Book Synopsis School Organisation (RLE Edu L) by : William Tyler
Download or read book School Organisation (RLE Edu L) written by William Tyler and published by Routledge. This book was released on 2012-05-16 with total page 266 pages. Available in PDF, EPUB and Kindle. Book excerpt: The internal organisation of the school touches on many areas of contemporary debate. Is there such a thing as a ‘good school’? Are large urban comprehensives necessarily impersonal? Are the charges of indiscipline, conflict and declining standards in modern schools based on a failure to understand schools as institutions? At the time this book was first published sociological analysis had neglected to consider schools as organisational entities, preferring to see them as either the sites for negotiated encounters between teachers and pupils or else as agencies of class reproduction. The author redresses this imbalance and by relating the various literatures on the school to the constitutive patterns of its internal organisation he demonstrates the need for a more intensive sociological study of this embattled institution.

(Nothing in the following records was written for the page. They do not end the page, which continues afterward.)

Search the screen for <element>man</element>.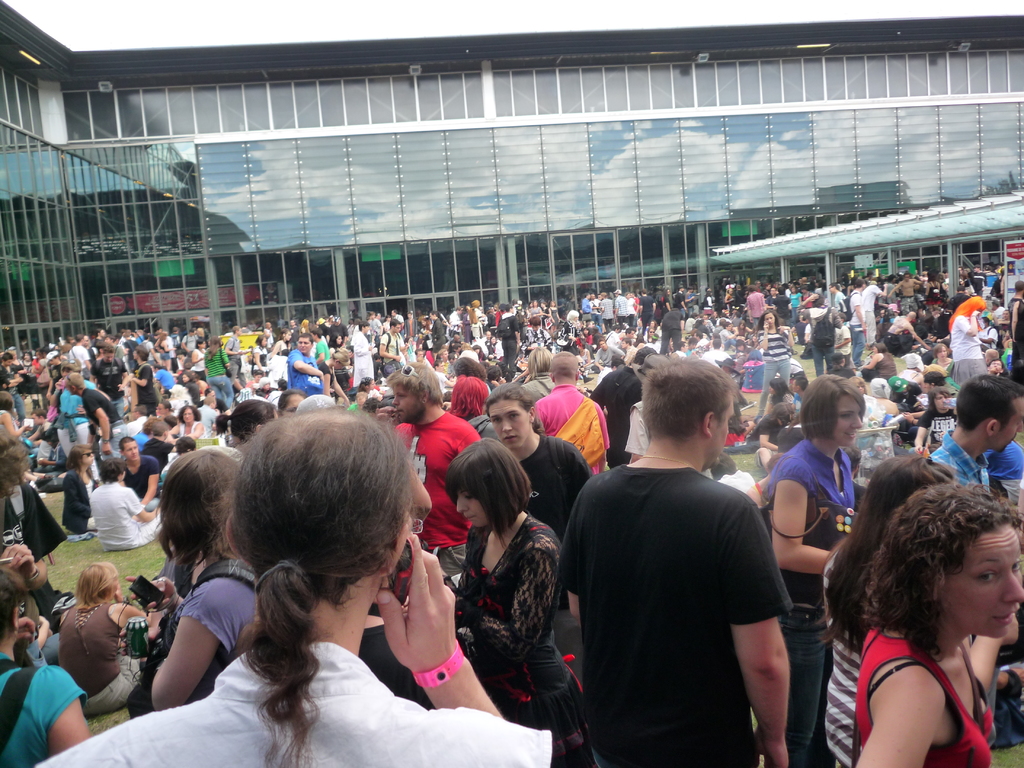
Found at x1=852 y1=284 x2=864 y2=375.
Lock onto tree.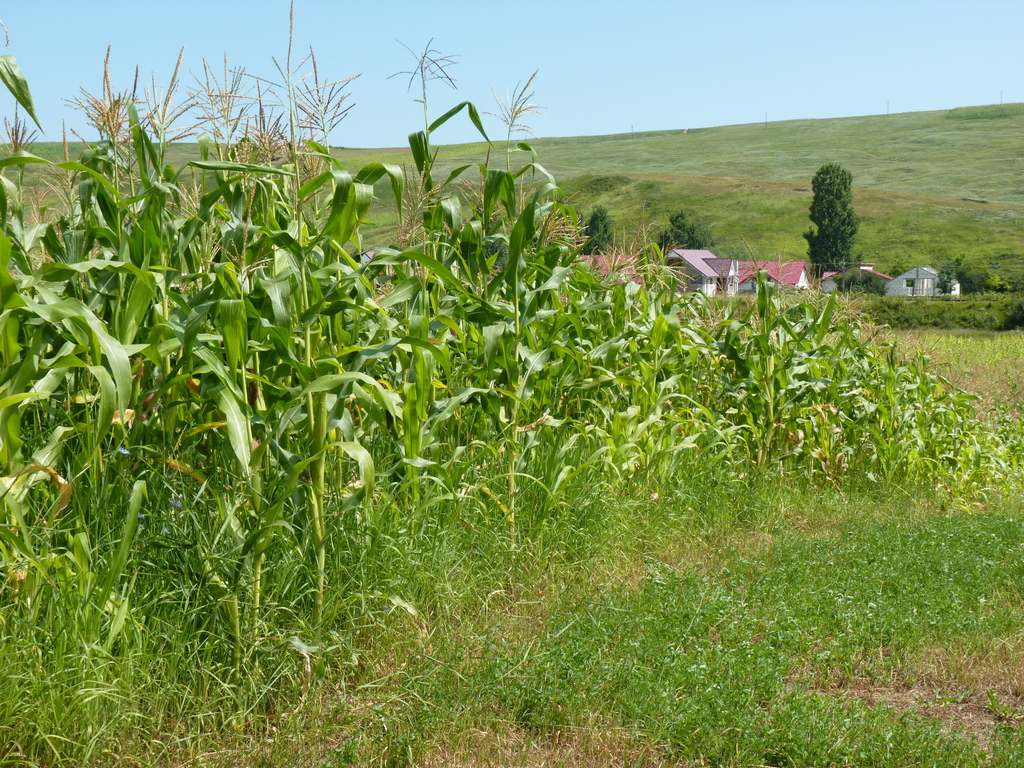
Locked: bbox=[802, 162, 863, 282].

Book Synopsis 50 Things You Can Do Today to Manage Stress at Work by : Cary Cooper
Download or read book 50 Things You Can Do Today to Manage Stress at Work written by Cary Cooper and published by Summersdale. This book was released on 2013-02-04 with total page 108 pages. Available in PDF, EPUB and Kindle. Book excerpt: In this easy-to-follow book, Professor Cary Cooper and Dr Howard Kahn guide you through the steps you can take to manage and control stress in the workplace. This book helps you to understand what stress is and identify how and why it occurs at work, and offers practical advice to help you make positive changes.